Monday, June 30, 2008

The pump don't work 'cause the vandals took the handles...



I drove to Santa Fe the night before Taos Solar Music Festival to see the Nederland rock stars Elephant Revival do their thing and was delighted to see that the Santa Fe Brewery had porters and sweet potato fries.



After finishing my complimentary beverage, I felt inspired to bring out the ol’ Moleskine. I wrote this little scribble about something that had happened on the drive from Taos to Santa Fe. My rocket box had somehow popped open, yet managed to keep all my belongings safely in place.

Rocket Box Release

So what if
all flows out & gone

Material things are always
as there as air is

Why be attached
when there’s
so much more
to air

Music, moments
Laughs and learning
Breathing,
Yearning for all
to come
(and none of it is tangible)

As I was scribbling my thoughts, a photographer nearby poked me awake with a comment: “Glad to see people still use those things” pertaining to my pen and paper.

And I agree.

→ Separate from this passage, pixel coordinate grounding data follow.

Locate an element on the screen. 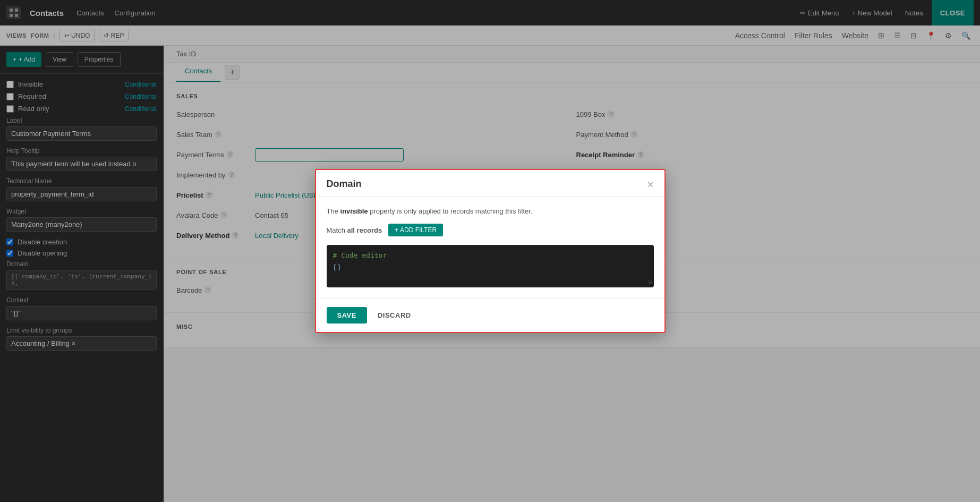 Image resolution: width=980 pixels, height=502 pixels. modal-title: Domain is located at coordinates (344, 184). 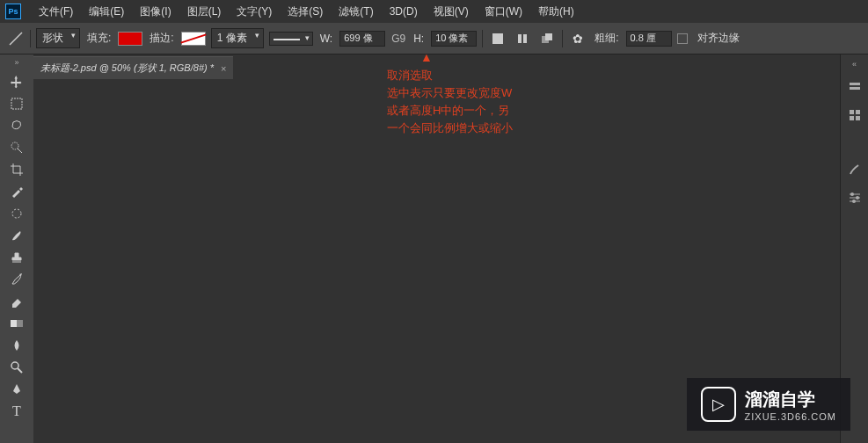 I want to click on menu-file: 文件(F), so click(x=56, y=12).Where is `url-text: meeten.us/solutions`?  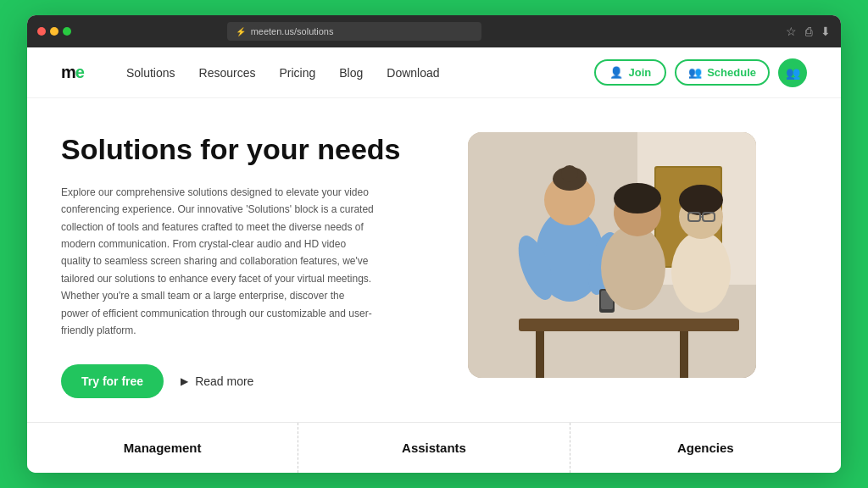
url-text: meeten.us/solutions is located at coordinates (292, 31).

In fact, right now, I am writing on my laptop in my makeshift bed. Typing has become much faster and more efficient for me. But when did efficiency and speed become so important? Technology has shifted our values in very poignant ways.

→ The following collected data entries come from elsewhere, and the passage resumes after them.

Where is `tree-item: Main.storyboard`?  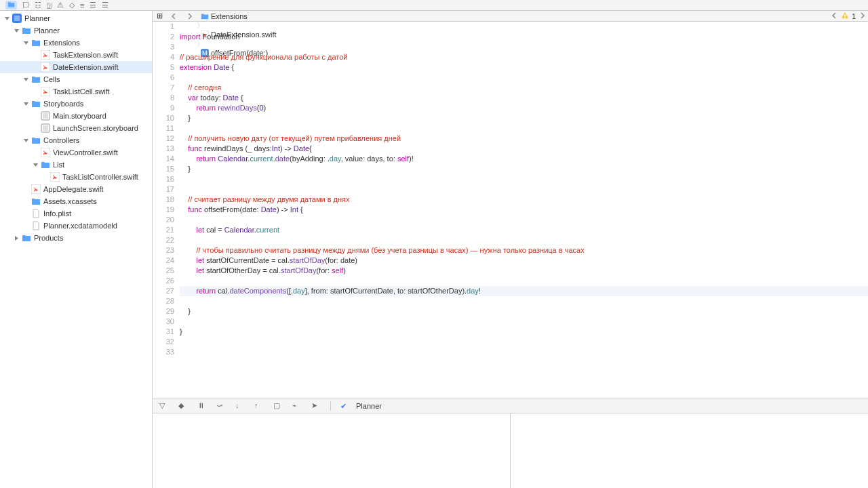 tree-item: Main.storyboard is located at coordinates (76, 116).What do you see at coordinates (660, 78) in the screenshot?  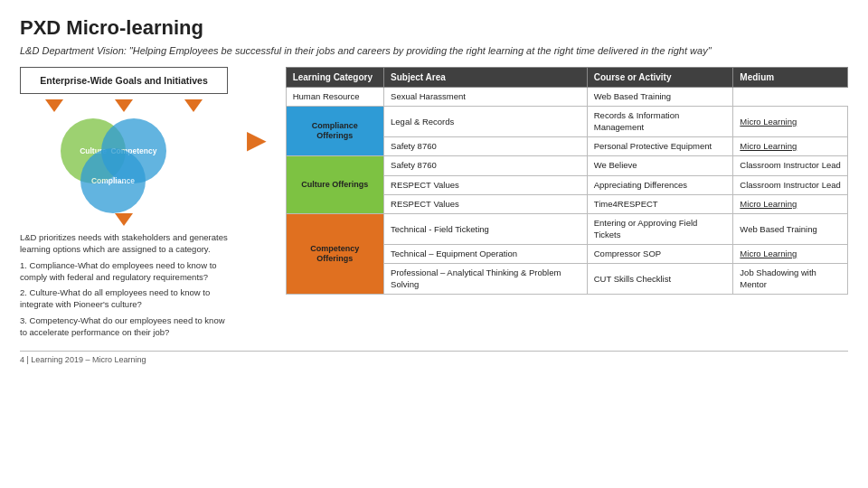 I see `col-header-course: Course or Activity` at bounding box center [660, 78].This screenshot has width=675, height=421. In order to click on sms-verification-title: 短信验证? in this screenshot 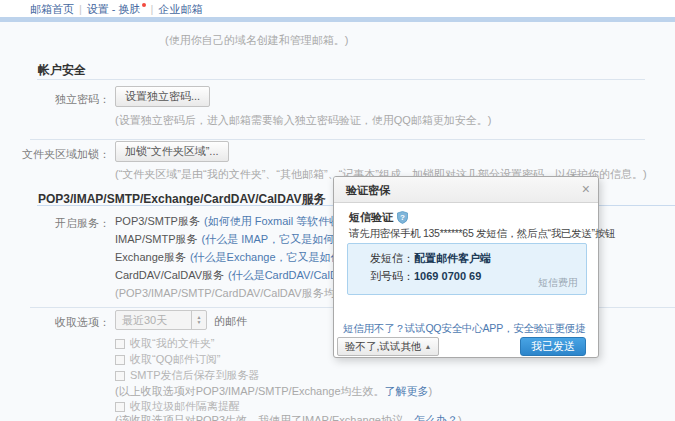, I will do `click(378, 218)`.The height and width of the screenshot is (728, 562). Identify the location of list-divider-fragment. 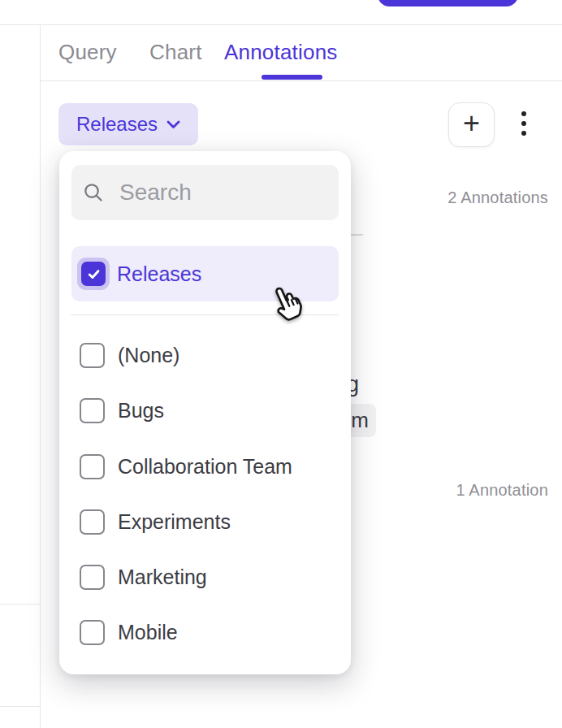
(356, 235).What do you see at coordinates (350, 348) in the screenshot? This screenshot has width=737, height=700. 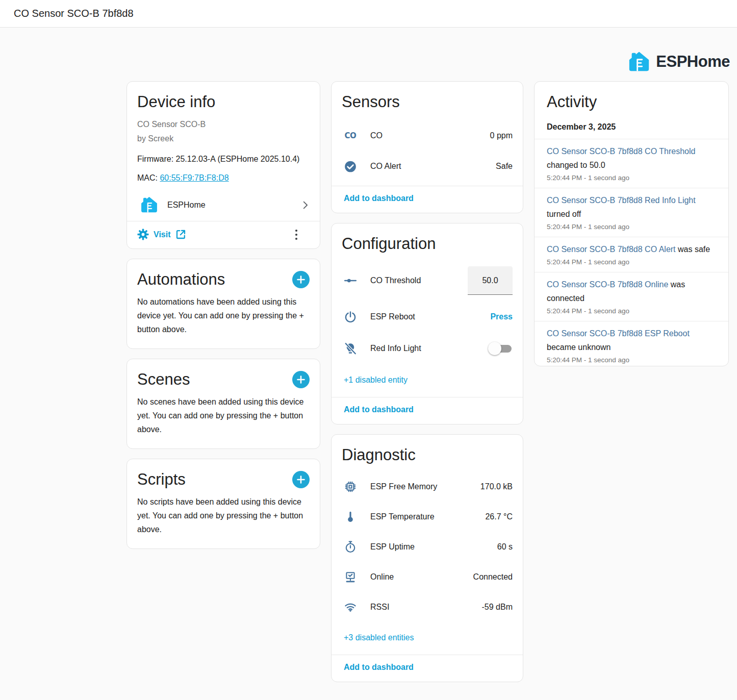 I see `lightbulb-off-icon` at bounding box center [350, 348].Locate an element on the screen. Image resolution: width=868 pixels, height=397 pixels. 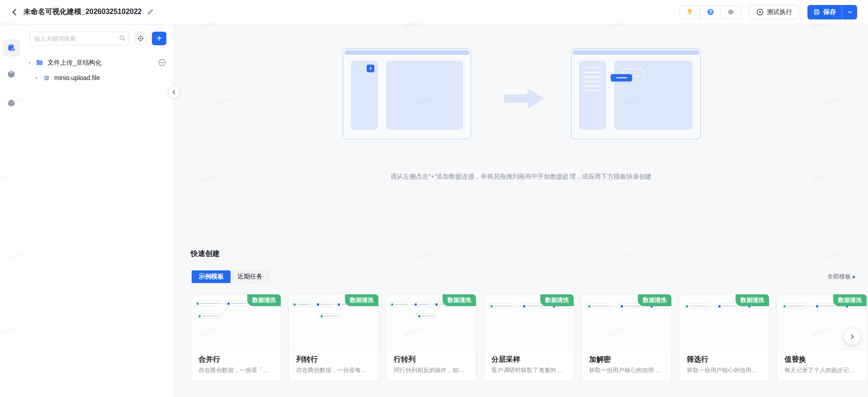
sidebar-item-data-sources is located at coordinates (11, 48).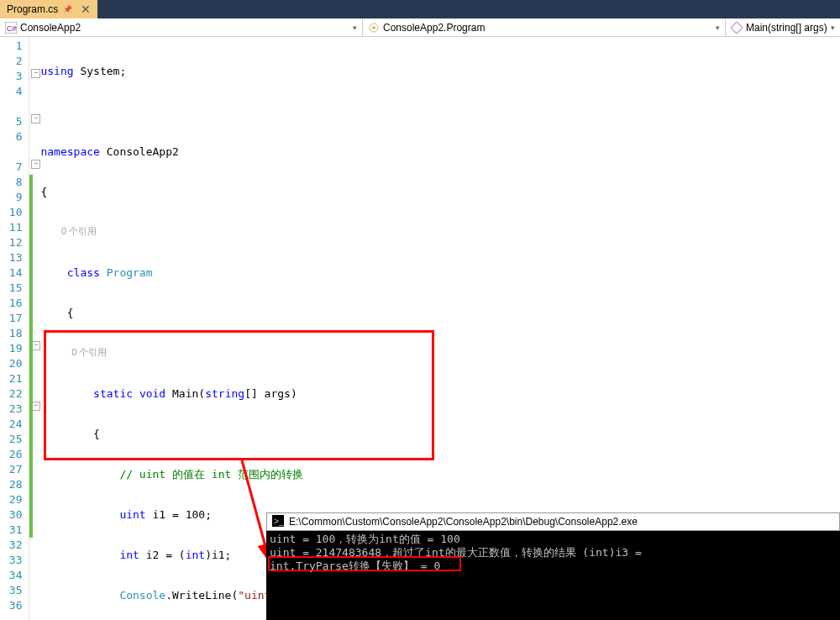  What do you see at coordinates (374, 28) in the screenshot?
I see `class-icon` at bounding box center [374, 28].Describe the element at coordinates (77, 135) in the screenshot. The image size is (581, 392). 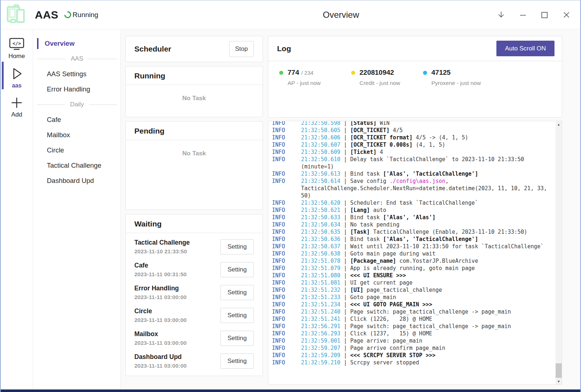
I see `sidebar-item-mailbox: Mailbox` at that location.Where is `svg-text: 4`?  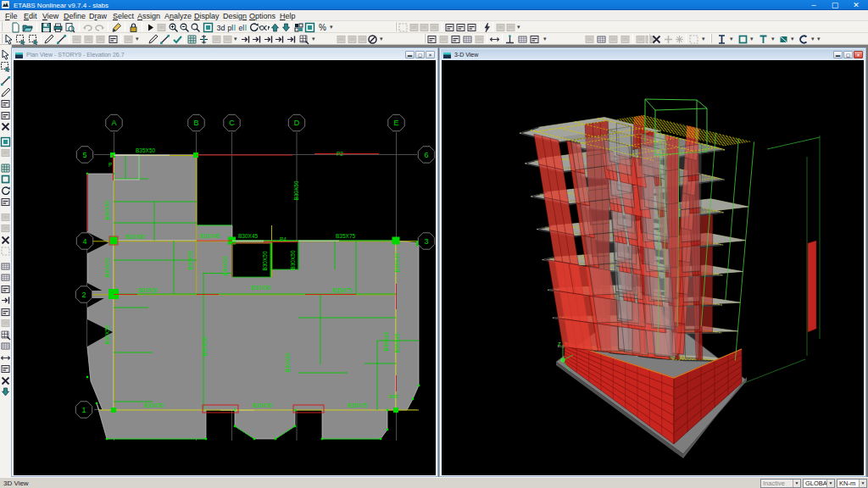 svg-text: 4 is located at coordinates (85, 241).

Before typographically musing, I was reading an article in The Atlantic called “Is Google Making Us Stupid?” I was drawn to this article because I wrote my Political Science thesis on the social effects of New Media and our capacity to interact (or lack thereof). My favorite article that I read for this research was Robert Putnam’s Bowling Alone. Now, three years later, I wish Nicholas Carr had produced this Atlantic article for related investigations into the topic. His gist is that shifting technologies are not necessarily making us stupid, but rewiring the way we think.

My favorite reference in the article is about Nietzsche. When Nietzsche was going blind, he purchased a typewriter; as soon as he got the typing down, he no longer had to have his eyes open to transcribe his ideas. One of his friends told him that his already terse prose was becoming even more telegraphic. German media scholar Friedrich A. Kittler said his prose “changed from arguments to aphorisms, from thoughts to puns, from rhetoric to telegram style.” Perhaps this is why Nietzsche has always been so quotable for me as a voracious philosophy lover of the 20th century - he is succinct. I have to admit that I am quite a scatterbrain and have an appetite for knowledge, but a very short attention span for consuming it. Big eyes with a small knowledge stomach, I suppose.

I don’t think technology is ruining anything. We need not avoid it in order to save our attention spans. But I do think we shouldn’t let new media steal our old ways of communicating, learning and consuming information. We must attempt to maintain some old ways in order to continue to value quality and earning the gift of information.

Don’t let the vandals steal all our handles.